Interview with Robert Newry, CEO & Co-Founder at Arctic Shores

Right now, more and more employers are looking for ways to look beyond the CV. To get a deeper, clearer, fairer insight into a person’s potential. At Arctic Shores, we believe in our bones that human potential is worth knowing. So, using our award-winning and ground-breaking behaviour-based assessment, we put that insight in employers’ hands.

Through interactive tasks, the assessment measures every candidate’s personality through their natural behaviour, and automatically maps their strengths against each employer’s unique needs. This leaves no room for gut-feel. No need for guesswork. Just a fair shot for every candidate, regardless of age, ethnicity, gender or background. And, for their part, employers get a clear read on every candidate’s potential to succeed.

From our joint bases in Manchester & London, we’ve put more than two million candidates through our platform for the likes of Siemens, AXA, Next and more. We’ve also just recently celebrated being included in Deloitte’s Tech Fast 50 list – just the latest recognition of our mission to help employers see more in people.
 
 

 

How did you come up with the idea for the company?

 
When my Co-Founder (Dr. Safe Hammad) and I decided to set up a business, we wanted to create one that made a difference in the world, however small. Otherwise, why go through all the challenges and pitfalls?

Initially, we started with the idea to teach kids business skills through a video game. But after a couple of interesting pitches, we weren’t sure this offered a big enough niche to really succeed.

It was actually a conversation with a close friend, whose daughter had been rejected from a string of graduate jobs, which helped us realise that the hiring experience was where we could make a real difference.

We saw she was exceptionally bright, creative, resilient – in short, full of potential. But employers couldn’t see those same qualities. We said to ourselves: “if only they could know her like we did. If only they could dig that bit deeper”…

So we pivoted our business game idea to developing a psychometric assessment, bringing together game technology, cognitive neuroscience and psychology. We were lucky to have Deloitte, Siemens and Thales as the founding clients willing to pioneer this new approach.
 

 

What advice would you give to other aspiring entrepreneurs?

 
Find a problem you can make it your mission to solve. Entrepreneurial life is full of tough choices, and it can get lonely when that responsibility rests on your shoulders. Having a mission that’s about more than financial return can give you that second wind after a setback.

Focus. It’s so easy to get sidetracked from building and improving your core product, either by darting from one new product extension idea to the next, or bending over backwards to please a new client. To start, just do one thing. And do it well.

Understand the customer, not a customer. Keeping all your customers’ challenges in mind will always lead to better, more successful products than just solving for one. Ask yourself “does this problem occur for everyone?”, again and again. Do your research, all the time, for Product Market Fit.
 

What can we hope to see from Arctic Shores in the future?

 
Our focus now is on helping companies of all sizes remove ‘gut feel’ from hiring decisions. To help this we’ll be launching our next generation assessment platform UNA (named after pioneering neuroscientist Una Fielding).

UNA is designed to make it easy for any company to harness the power of our objective behaviour-based assessment. By offering an ever-growing range of job success profiles for common roles, even small companies can match their candidates against consistent criteria, developed by experienced business psychologists. They’ll also get access to targeted interview guides, to help them make the best hiring decisions.

The data we’ll see from the platform, across a range of industries, geographies and roles, will also give us a wealth of insight into what it takes for candidates to be successful. We plan to use this data to give something back to candidates, in the form of more insightful and actionable career advice.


▶ [EXERCISE DESCRIPTION]
Read through the listing, and wherever a line holds the word "neural", return it.

▶ [EXERCISE DATA]
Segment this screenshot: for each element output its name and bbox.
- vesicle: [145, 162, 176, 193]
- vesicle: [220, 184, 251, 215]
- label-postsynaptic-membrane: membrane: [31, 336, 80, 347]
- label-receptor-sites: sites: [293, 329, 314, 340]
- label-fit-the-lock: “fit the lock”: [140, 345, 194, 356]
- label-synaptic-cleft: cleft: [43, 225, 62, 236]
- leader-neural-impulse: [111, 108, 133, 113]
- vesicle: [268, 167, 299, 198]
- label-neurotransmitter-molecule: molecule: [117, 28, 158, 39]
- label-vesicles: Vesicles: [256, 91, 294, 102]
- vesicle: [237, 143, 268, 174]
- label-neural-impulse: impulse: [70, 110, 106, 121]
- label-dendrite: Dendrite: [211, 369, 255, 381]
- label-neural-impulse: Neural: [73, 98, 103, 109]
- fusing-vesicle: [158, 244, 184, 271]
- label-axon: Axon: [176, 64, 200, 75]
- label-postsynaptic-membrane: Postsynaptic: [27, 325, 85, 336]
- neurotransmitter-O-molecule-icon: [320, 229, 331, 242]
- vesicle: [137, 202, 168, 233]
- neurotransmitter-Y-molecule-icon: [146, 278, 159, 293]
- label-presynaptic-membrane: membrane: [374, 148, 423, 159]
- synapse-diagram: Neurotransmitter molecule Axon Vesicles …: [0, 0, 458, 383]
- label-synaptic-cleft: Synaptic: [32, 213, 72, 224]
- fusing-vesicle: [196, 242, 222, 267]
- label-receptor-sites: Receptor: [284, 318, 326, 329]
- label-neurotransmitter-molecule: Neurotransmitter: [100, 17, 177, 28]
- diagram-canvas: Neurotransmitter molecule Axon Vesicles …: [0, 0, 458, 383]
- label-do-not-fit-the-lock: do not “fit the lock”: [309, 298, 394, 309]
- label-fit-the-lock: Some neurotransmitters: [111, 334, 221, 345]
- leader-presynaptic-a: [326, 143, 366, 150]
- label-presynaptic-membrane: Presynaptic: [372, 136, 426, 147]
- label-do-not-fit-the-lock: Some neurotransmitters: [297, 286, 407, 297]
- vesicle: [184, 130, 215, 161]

▶ [TASK RESULT]
- leader-neural-impulse: [111, 108, 133, 113]
- label-neural-impulse: impulse: [70, 110, 106, 121]
- label-neural-impulse: Neural: [73, 98, 103, 109]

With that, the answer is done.